Draper to become Missouri's next Supreme Court chief justice

George W. Draper III
George W. Draper III

Missouri Supreme Court Judge George W. Draper III will be the court's next chief justice, beginning Monday.

He'll succeed Zel Fischer, who has been the chief justice since July 1, 2017, and remains a member of the court.

It's only a two-year, mainly administrative job that rotates among the seven judges on the high court, with a formal vote among the judges to officially name the next chief.

Draper is only the second African American to serve as the Supreme Court's chief justice.

He's a St. Louis native but, while still in elementary school, his family moved to Silver Spring, Maryland, where he completed his education in the public school system.

He then received his bachelor's degree from Morehouse College in Atlanta, in 1977, and his law degree in 1981 from Howard University in Washington, D.C. - where his father and his wife, Judy, also earned their law degrees.

After serving as a law clerk to Judge Shellie Bowers (also a St. Louis native) of the Superior Court of the District of Columbia, Draper returned to St. Louis in 1984 as a prosecutor in the city's circuit attorney's office.

While there, he was promoted to a team leader position in 1990 and to first assistant in 1993.

Since 1996, Draper also has served as an adjunct professor of law at Saint Louis University, where he teaches trial advocacy.

In July 1994, then-Gov. Mel Carnahan appointed Draper to be an associate circuit judge in St. Louis County - and, four years later, Carnahan named him a St. Louis County circuit judge. In 2000, Carnahan appointed Draper to the St. Louis-based Missouri Court of Appeals, where was the first African-American to serve as chief judge, from July 2004-June 2005. In October 2011, then-Gov. Jay Nixon appointed Draper to the Supreme Court of Missouri, and voters retained him for a 12-year term on the high court in November 2012.

He's the chairman of the state's treatment courts coordinating commission and also serves as the court's liaison to the judiciary's family court committee and to its ad hoc committee on racial and ethnic fairness.

Draper and his wife, Judy P. Draper, who is a former St. Louis County associate circuit judge, live in St. Louis County; they have one daughter, Chelsea Westin Draper, who also is a lawyer and serves as deputy chief of staff to the St. Louis County prosecuting attorney.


**TASK BRIEF:** Below are records; say how many of their lines include the word "participation", giving nothing but the number.
[[ SUPPLIED RECORDS open ]]
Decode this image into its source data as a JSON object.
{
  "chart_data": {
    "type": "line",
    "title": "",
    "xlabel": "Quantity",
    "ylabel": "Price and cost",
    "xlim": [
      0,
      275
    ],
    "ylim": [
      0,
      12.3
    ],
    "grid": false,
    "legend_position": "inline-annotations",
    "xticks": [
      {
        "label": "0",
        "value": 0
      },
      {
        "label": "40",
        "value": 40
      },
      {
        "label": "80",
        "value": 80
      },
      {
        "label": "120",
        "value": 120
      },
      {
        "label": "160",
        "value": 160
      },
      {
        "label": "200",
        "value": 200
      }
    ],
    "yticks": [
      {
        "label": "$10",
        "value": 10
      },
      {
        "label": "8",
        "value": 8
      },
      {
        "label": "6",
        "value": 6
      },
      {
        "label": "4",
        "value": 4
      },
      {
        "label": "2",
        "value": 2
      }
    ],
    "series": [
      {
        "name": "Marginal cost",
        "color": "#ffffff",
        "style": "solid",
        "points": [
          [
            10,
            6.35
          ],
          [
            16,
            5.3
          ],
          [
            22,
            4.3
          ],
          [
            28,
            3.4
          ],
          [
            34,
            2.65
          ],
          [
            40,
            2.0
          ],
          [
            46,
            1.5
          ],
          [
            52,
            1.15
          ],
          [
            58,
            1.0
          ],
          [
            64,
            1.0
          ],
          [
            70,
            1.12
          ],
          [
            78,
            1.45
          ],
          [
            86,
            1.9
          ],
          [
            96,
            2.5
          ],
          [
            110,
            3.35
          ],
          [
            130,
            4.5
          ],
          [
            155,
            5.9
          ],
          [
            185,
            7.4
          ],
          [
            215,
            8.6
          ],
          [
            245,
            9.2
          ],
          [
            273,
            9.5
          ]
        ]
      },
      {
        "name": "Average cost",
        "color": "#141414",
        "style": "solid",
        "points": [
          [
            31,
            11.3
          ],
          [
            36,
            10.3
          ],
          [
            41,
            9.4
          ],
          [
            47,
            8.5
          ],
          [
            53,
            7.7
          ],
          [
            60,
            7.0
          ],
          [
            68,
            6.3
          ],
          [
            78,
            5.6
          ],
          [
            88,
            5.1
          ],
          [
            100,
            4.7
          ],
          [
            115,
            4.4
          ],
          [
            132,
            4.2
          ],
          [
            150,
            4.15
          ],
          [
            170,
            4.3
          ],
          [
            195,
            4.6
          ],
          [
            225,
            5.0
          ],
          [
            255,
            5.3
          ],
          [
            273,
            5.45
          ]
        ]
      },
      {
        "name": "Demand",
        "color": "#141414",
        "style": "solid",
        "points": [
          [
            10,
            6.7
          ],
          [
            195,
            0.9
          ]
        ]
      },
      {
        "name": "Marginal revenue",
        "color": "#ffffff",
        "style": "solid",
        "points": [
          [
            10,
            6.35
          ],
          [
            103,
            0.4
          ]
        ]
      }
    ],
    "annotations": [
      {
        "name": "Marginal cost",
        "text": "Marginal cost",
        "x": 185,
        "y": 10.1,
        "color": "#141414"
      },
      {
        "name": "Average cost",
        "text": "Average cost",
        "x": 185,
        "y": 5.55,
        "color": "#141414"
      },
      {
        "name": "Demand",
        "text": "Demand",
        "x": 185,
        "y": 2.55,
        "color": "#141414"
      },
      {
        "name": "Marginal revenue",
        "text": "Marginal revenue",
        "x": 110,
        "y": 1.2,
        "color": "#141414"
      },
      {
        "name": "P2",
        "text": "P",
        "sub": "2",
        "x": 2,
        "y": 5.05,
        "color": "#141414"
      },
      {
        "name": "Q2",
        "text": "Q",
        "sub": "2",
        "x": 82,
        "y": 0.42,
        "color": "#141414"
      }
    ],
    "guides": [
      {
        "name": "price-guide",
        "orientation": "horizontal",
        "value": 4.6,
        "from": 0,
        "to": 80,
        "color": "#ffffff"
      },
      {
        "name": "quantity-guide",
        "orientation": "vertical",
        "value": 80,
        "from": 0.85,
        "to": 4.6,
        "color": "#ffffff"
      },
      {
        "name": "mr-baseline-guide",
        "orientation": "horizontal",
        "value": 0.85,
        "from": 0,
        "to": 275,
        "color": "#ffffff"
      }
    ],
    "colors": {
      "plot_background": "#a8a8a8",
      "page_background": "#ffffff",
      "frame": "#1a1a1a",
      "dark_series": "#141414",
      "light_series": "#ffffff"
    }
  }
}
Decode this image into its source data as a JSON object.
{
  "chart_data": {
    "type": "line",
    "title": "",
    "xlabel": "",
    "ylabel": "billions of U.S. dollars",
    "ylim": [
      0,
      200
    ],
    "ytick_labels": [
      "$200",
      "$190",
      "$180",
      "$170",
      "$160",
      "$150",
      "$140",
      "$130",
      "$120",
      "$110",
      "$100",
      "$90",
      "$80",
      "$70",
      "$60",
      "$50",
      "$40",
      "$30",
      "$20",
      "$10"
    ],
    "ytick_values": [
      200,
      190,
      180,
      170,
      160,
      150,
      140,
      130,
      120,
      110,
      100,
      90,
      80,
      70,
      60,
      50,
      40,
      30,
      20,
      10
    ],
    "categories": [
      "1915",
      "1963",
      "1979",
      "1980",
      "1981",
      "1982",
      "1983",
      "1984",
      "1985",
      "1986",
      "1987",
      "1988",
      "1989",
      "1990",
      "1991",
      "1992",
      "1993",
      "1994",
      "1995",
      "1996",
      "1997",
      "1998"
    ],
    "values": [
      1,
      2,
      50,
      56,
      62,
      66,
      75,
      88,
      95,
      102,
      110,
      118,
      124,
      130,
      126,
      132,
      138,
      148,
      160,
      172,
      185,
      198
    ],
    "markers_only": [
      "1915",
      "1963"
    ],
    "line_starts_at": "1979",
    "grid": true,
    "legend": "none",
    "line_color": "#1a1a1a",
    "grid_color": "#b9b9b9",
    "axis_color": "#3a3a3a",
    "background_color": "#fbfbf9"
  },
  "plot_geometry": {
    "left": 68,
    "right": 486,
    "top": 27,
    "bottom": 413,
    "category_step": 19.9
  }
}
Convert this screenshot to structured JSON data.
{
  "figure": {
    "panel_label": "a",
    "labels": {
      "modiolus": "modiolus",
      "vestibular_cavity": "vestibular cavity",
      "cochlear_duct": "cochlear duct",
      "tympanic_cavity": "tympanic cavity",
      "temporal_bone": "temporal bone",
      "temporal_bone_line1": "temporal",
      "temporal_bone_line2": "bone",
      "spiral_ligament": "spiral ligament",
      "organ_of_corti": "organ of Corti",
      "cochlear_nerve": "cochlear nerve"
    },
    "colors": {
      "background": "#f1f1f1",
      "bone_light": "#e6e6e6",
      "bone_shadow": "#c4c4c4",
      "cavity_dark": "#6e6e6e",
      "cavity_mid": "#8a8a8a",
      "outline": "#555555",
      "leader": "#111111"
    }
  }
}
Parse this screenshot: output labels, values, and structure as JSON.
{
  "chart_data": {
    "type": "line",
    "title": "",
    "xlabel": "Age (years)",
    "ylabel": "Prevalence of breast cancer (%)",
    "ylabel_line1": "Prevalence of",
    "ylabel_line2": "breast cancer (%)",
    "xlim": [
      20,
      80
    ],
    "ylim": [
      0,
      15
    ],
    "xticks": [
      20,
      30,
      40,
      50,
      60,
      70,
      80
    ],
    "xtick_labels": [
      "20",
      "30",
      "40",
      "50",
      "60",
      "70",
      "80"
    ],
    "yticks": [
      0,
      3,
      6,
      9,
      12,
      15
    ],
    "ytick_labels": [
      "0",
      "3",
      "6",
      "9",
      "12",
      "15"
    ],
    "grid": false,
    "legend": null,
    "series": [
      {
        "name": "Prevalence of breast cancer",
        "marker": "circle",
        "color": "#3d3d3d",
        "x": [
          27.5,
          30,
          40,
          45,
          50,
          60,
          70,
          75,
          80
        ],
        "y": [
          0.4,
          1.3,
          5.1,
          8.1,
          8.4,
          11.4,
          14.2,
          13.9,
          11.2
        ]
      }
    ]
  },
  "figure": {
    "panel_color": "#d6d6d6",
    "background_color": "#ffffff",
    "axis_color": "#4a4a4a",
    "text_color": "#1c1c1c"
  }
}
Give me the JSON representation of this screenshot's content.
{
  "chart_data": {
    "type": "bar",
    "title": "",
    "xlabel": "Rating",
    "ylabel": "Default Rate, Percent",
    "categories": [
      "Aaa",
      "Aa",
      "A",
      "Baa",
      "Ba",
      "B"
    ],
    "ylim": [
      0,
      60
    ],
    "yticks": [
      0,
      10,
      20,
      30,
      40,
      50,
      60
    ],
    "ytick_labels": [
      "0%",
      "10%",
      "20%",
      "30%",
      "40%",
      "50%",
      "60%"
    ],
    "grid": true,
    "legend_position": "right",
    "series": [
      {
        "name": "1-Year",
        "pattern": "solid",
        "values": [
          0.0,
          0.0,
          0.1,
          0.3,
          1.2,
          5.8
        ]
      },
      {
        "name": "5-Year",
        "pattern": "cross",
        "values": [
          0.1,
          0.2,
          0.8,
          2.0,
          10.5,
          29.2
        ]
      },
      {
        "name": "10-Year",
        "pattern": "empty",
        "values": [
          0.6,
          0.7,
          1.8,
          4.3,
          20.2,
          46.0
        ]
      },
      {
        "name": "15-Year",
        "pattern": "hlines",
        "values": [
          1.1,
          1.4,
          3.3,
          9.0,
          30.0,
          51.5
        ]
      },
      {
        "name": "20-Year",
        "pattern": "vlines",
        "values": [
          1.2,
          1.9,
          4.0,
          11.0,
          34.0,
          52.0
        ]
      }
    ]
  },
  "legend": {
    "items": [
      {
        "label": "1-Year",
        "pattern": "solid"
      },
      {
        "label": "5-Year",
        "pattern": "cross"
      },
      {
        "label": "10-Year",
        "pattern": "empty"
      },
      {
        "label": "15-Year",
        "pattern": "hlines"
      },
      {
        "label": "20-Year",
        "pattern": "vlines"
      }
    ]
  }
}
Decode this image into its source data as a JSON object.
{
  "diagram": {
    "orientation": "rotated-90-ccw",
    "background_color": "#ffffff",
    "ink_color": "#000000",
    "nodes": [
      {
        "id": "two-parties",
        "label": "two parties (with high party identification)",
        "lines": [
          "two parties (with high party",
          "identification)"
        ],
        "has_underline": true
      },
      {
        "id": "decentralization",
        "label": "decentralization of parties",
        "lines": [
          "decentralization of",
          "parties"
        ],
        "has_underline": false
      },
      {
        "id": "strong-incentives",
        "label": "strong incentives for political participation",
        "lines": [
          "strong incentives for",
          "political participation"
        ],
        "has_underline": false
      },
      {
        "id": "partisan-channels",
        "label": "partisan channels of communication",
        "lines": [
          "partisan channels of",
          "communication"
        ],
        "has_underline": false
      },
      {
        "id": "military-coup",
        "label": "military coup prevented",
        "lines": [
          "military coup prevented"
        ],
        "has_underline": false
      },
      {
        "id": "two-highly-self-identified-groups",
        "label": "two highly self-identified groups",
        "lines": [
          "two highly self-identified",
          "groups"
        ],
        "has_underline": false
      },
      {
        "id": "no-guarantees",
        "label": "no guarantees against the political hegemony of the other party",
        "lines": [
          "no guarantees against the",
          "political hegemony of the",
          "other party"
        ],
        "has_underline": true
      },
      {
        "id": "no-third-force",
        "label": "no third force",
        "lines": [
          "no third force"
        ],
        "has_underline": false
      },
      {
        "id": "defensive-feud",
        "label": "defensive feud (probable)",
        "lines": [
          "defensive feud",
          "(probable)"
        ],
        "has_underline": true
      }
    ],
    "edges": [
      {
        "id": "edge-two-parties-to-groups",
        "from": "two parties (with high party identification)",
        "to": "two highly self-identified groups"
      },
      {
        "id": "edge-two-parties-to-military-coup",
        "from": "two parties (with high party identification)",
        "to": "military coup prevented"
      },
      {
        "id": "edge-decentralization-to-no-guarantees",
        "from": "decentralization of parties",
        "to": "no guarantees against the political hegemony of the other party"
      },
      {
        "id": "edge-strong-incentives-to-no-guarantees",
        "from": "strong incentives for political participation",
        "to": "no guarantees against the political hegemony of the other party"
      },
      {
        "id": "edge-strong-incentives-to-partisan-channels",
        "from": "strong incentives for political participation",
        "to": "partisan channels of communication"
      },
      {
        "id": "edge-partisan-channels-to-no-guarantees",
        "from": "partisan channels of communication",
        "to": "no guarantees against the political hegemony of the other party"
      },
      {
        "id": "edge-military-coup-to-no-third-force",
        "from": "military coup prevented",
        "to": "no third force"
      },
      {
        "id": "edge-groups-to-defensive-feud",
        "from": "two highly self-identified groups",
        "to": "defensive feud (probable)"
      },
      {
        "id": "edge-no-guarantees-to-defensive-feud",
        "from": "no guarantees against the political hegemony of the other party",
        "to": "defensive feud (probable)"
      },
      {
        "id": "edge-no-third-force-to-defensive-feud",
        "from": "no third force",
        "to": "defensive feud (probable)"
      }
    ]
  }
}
[[ SUPPLIED RECORDS closed ]]
**EXERCISE RESPONSE:** 4